What are Austrian coins worth?

Habsburg silver and gold carry metal floors and deep collector demand, with genuine 18th-century thalers and original empire gold far outvaluing modern restrikes. Interwar schilling commemoratives bring premiums, while euro circulation coins are face value apart from low-mintage issues. The Maria Theresa thaler is a special case — trusted bullion silver traded worldwide.

As always in numismatics, grade multiplies value: the same coin can be worth small change worn flat and a strong premium in uncirculated condition, and genuinely rare dates rewrite the math entirely. The most honest benchmark is what comparable coins actually sold for — CoinVault Pro shows real eBay sold prices alongside Numista catalog data for every Austrian coin it identifies.

Identify Austrian coins with CoinVault Pro

The fastest way to attribute a coin from Austria is a photo. CoinVault Pro recognizes it with Gemini AI plus Coin-CLIP image matching, suggests a Sheldon-scale grade from 1 to 70, and pulls live market values from Numista catalog data and real eBay sold listings.

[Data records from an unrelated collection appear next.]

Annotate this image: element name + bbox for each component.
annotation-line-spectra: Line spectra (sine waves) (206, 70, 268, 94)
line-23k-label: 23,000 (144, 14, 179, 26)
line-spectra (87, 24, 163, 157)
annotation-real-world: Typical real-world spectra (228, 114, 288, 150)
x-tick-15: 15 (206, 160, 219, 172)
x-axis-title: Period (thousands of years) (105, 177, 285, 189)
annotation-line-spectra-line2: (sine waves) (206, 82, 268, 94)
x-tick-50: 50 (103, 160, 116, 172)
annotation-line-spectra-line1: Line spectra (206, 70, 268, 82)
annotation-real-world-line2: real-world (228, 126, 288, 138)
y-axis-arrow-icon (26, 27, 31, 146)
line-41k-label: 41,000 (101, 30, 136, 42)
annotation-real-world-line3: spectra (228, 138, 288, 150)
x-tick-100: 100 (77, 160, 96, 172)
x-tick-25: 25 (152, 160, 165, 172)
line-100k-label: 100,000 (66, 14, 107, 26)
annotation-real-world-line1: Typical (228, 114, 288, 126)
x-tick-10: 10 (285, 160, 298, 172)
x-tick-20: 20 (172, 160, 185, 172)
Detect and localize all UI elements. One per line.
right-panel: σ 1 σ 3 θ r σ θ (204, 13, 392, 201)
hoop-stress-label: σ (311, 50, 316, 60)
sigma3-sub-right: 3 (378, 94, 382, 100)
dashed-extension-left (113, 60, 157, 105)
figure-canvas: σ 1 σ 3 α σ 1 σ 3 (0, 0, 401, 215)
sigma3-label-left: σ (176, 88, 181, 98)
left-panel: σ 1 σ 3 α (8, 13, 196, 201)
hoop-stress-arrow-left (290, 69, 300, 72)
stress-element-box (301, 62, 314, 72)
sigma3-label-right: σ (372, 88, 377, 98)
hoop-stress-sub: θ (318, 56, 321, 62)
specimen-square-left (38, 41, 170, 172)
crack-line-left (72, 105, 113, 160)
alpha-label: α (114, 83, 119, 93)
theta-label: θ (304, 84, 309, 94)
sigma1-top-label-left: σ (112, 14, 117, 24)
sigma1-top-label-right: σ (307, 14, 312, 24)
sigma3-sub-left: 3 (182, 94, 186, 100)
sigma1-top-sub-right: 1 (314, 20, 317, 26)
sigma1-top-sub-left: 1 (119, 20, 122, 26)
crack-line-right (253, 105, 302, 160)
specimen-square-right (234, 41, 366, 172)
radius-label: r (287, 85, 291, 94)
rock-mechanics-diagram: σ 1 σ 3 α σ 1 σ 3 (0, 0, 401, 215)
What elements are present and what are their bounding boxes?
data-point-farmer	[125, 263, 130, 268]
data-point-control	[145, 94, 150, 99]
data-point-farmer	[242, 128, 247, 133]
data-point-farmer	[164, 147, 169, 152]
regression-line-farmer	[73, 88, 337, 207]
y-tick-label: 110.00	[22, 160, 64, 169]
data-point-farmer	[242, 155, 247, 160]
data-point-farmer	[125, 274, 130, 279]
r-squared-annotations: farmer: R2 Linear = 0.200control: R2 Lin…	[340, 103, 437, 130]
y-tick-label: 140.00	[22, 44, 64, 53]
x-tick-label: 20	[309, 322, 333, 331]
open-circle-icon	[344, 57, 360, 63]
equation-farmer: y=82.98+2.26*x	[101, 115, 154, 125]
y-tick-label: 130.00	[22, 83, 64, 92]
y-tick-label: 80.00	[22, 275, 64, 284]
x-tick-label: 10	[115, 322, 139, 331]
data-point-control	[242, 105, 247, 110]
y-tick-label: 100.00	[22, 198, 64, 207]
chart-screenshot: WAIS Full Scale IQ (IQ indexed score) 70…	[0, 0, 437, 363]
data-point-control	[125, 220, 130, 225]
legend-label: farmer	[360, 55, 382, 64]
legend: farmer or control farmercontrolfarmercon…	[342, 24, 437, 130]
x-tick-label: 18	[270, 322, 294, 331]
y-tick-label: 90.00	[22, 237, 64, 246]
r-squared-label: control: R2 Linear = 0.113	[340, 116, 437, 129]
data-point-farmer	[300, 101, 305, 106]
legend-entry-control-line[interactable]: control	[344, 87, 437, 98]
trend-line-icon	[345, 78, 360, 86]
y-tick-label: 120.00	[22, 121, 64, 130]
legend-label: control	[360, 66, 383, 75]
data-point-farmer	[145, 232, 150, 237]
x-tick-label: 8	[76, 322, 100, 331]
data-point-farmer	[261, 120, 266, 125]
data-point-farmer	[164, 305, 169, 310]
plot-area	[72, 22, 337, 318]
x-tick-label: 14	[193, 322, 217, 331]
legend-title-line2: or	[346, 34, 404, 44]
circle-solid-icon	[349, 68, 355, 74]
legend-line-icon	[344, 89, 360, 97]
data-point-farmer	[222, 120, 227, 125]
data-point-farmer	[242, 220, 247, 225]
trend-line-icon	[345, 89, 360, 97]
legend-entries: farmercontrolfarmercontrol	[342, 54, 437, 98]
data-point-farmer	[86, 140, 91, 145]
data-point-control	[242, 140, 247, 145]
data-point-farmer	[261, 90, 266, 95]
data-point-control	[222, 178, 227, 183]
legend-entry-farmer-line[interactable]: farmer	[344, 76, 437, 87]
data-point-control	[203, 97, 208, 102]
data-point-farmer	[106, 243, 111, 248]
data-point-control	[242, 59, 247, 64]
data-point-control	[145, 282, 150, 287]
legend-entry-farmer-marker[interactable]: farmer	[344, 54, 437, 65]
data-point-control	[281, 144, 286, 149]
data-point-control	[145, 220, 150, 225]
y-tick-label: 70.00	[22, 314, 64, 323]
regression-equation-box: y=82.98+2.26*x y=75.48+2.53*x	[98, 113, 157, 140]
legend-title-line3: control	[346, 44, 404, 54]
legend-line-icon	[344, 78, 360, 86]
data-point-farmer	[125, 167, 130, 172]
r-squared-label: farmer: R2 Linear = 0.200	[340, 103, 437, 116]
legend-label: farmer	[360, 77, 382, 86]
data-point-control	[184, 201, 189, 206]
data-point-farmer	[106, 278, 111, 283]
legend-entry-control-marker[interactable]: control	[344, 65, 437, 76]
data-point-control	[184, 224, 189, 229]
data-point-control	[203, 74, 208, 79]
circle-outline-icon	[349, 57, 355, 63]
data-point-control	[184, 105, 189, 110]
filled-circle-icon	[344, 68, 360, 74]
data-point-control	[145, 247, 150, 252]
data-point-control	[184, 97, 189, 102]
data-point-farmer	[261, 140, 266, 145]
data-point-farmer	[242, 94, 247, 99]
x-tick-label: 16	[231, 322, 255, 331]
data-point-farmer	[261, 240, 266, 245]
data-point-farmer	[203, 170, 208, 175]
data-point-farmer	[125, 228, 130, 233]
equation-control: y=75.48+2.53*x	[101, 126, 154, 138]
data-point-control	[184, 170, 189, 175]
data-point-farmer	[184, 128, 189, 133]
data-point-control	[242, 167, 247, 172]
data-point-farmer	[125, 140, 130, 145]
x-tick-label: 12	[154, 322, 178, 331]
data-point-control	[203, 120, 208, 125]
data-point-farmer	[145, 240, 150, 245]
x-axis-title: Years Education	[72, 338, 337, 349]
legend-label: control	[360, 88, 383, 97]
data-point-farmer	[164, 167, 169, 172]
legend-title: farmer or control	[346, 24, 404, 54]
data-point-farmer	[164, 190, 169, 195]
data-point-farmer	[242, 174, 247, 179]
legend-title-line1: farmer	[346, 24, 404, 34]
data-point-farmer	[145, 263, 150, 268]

You can then track your collection’s value over time, earn XP and achievements, take on daily challenges, or list duplicates on the escrow-protected marketplace. CoinVault Pro is free to download (Premium and Pro subscriptions available), GDPR-compliant, and hosted in the EU.

Frequently asked questions

How do I identify a coin from Austria?

Habsburg-era coins name the ruler in Latin (MARIA THERESIA, FRANC IOS I) with the imperial double-headed eagle on the reverse. Add the date, denomination and any mint mark and you can usually narrow it down to an exact catalog type — or photograph it with CoinVault Pro for an instant attribution.

Are old Austrian coins valuable?

Habsburg-era gold and silver — thalers, ducats, coronas — beat face for their metal and can bring strong premiums for genuine early strikings, and interwar schilling silver is collectable. Modern euro circulation coins are generally worth face value.

Why is my Maria Theresa thaler dated 1780 if it looks new?

The Maria Theresa thaler has been restruck with the frozen 1780 date for over 200 years because that date was the mark of a trusted trade coin. Most examples you will find are 19th- or 20th-century restrikes valued near their silver content; genuine 18th-century strikings are much scarcer and worth more.

Can CoinVault Pro recognize Austrian coins?

Yes. Photograph the coin and CoinVault Pro identifies it using Gemini AI combined with Coin-CLIP image matching, estimates its grade on the Sheldon 1–70 scale, and shows live values built from Numista catalog data and real eBay sold prices.

Point your camera. Know your coin.

CoinVault Pro identifies any coin in seconds with Gemini AI and Coin-CLIP matching, estimates a Sheldon grade from 1 to 70, and shows live values from Numista catalog data and real eBay sold prices. Free to download — GDPR-compliant with EU hosting.